クロニジンは相殺による有益性はもたらさずリスクを上昇させる

POISE-2:クロニジンは非心臓手術後の死亡や心筋梗塞を減少させない
POISE-2: Clonidine does not reduce deaths or myocardial infarction after non-cardiac surgery
クロニジンは非心臓手術後の臨床的に問題のある血圧低下や非致死性心停止発現率を上昇させるとのPOISE-2トライアルの結果が第63回American College of Cardiology学会で発表され、New England Journal of Medicineオンライン版に掲載された。心血管系リスクを有する収縮期血圧105mmHg以上および心拍数55bpm以上の患者が入院手術前にクロニジンまたはプラセボ群にランダムに割り付けられた。クロニジン群(5,009人)は0.2mgのクロニジン錠を術前に、同用量となる貼付剤を術後72時間にわたり投与された。プラセボ群(5,001人)は対応する錠剤および貼付剤を与えられた。その結果、ランダム化後30日間の死亡率および非致死性心筋梗塞(MI)からなる一次エンドポイントはクロニジン群で365件およびプラセボ群で339件であり、クロニジンはこれを改善させなかった。クロニジン群でMI数増加が認められた(クロニジン群325件対プラセボ293件)が統計学的に有意ではなかった。しかし、2つの二次エンドポイントは有意であった:臨床的に重要な血圧低下はクロニジン群患者の2,385人(48%)に認められたのに対しプラセボ群では1,854人(37%)であり、非致死性心停止はクロニジン群で16件であったのに対しプラセボ群では5件であった。
Full Text

Clonidine – a drug that reduces blood pressure and heart rate – increased rates of clinically concerning hypotension and non-fatal cardiac arrest after noncardiac surgery, according to the POISE-2 trial presented at the American College of Cardiology's 63rd Annual Scientific Session and published online in the New England Journal of Medicine.  With more than 10,000 patients in 23 countries, this randomized clinical trial is the largest study of clonidine in surgical patients.

The study's findings caught researchers by surprise. The earlier POISE-1 study found that beta-blockers greatly reduced risk of myocardial infarction (MI) during and after non-cardiac surgery, but increased risk of devastating strokes and mortality. In POISE-2, researchers used low-dose clonidine, which smaller studies had suggested would provide the heart-protecting benefits of beta-blockers without increasing stroke risk. (POISE-2 also examined aspirin in this setting. Those results are presented separately at ACC.14.)

Patients at cardiovascular risk with a systolic blood pressure of at least 105 mm Hg and a heart rate of at least 55 beats per minute were randomly assigned to clonidine or placebo before inpatient surgery. The clonidine group (5,009 patients) was given 0.2 mg clonidine in tablet form before surgery and a skin patch that delivered the same dose daily for 72 hours after surgery. The placebo group (5,001 patients) was given matching tablets and patches.

Clonidine failed to improve the primary outcome of mortality and non-fatal MI at 30 days after randomization, with 365 events for clonidine and 339 for placebo. The clonidine group had a non-significant increase in the number of MIs (325 clonidine vs. 293 placebo), but two secondary measures were significant: clinically important hypotension was seen in 2,385 clonidine patients (48 percent) versus 1,854 placebo patients (37 percent), and 16 clonidine patients had non-fatal cardiac arrest versus five in the placebo group. Patients will be followed for one year.

"Clonidine should not be given to patients having non-cardiac surgery in an attempt to reduce perioperative mortality or MI," said Daniel I. Sessler, M.D., Michael Cudahy professor and chair of the Outcomes Research Department at the Cleveland Clinic and a study investigator. "If anything, it worsens the outcome, probably by reducing blood pressure." He speculated that clonidine didn't perform as expected because it caused hypotension out of proportion to its protective effect on heart rate.

All available information suggested that the POISE-2 drug, clonidine, would improve outcomes. "That it did not prove effective tells us that the perioperative setting presents unique challenges and will require special approaches," Sessler said.

An obvious next target for study is a drug that controls heart rate without lowering blood pressure, such as ivabradine, an If-channel blocker used to treat stable angina, he said.

The study was funded by the Canadian Institutes of Health Research. None of the investigators has a personal financial interest in the research.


Return every line of the records that includes the string "pixels".

## Material for this exercise
:::
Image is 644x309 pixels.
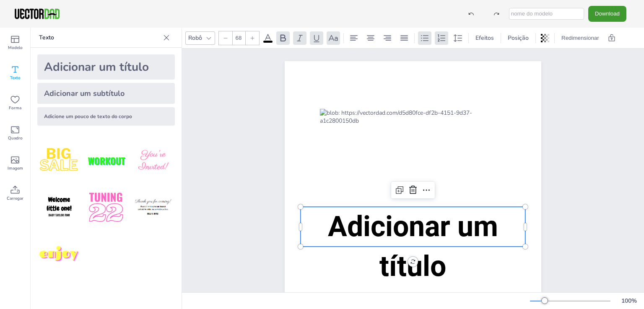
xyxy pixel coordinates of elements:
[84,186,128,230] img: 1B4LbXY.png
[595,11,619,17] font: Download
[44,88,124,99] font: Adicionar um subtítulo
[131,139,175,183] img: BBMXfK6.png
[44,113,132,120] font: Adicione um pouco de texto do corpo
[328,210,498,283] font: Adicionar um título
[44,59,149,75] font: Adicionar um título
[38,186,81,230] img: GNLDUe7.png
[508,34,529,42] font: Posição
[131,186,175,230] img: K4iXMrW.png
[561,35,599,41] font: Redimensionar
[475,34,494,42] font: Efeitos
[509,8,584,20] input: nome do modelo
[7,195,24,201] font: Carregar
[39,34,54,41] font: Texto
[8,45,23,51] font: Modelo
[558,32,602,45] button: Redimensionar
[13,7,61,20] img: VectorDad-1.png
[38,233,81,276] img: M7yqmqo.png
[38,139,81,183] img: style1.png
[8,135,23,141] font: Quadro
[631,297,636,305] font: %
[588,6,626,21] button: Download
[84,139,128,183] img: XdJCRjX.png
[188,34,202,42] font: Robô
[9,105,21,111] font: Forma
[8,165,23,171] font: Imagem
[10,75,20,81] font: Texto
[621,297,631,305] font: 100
:::
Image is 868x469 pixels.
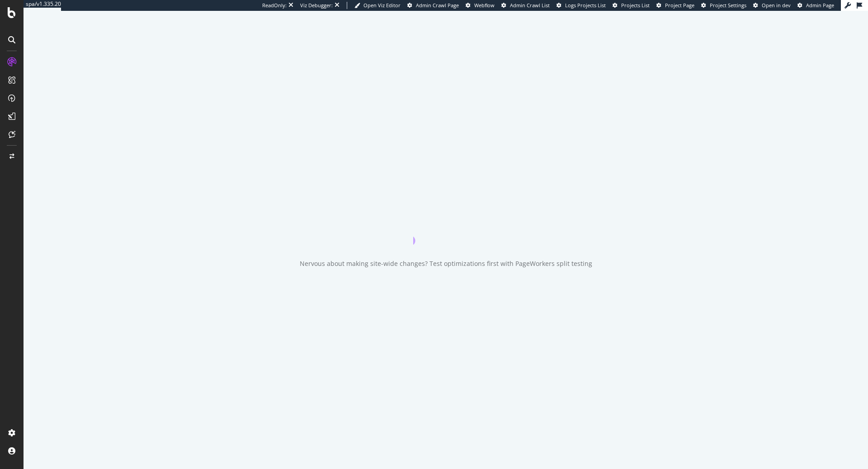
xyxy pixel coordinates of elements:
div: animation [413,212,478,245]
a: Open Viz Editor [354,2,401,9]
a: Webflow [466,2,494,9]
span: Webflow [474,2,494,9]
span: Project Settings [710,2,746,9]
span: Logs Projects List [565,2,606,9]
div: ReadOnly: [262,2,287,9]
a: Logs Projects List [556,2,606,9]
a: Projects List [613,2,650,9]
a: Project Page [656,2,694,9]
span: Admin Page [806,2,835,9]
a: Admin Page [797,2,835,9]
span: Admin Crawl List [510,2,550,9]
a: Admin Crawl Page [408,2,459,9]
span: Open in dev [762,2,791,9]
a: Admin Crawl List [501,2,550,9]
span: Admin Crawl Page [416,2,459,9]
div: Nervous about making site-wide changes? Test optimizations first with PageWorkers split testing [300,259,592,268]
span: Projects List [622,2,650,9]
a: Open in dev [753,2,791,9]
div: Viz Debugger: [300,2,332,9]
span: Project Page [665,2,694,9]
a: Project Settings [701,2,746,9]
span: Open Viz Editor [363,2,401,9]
:::
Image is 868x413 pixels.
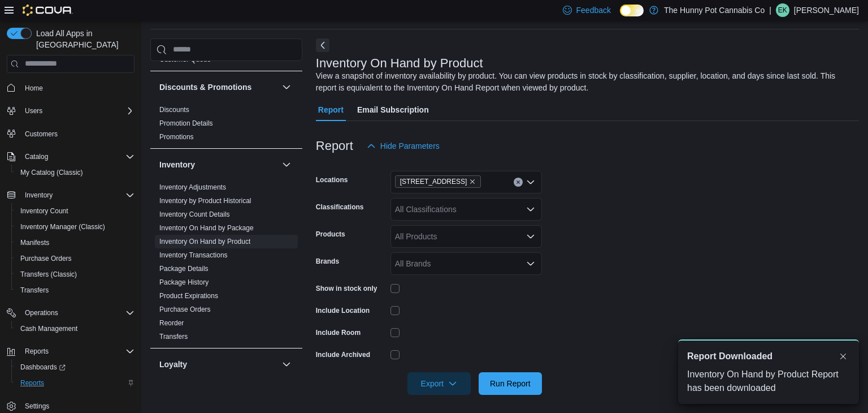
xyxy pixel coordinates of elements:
:::
## Answer to this task
Image is 644x309 pixels.
Image is 868x469 pixels.
Image is 868x413 pixels.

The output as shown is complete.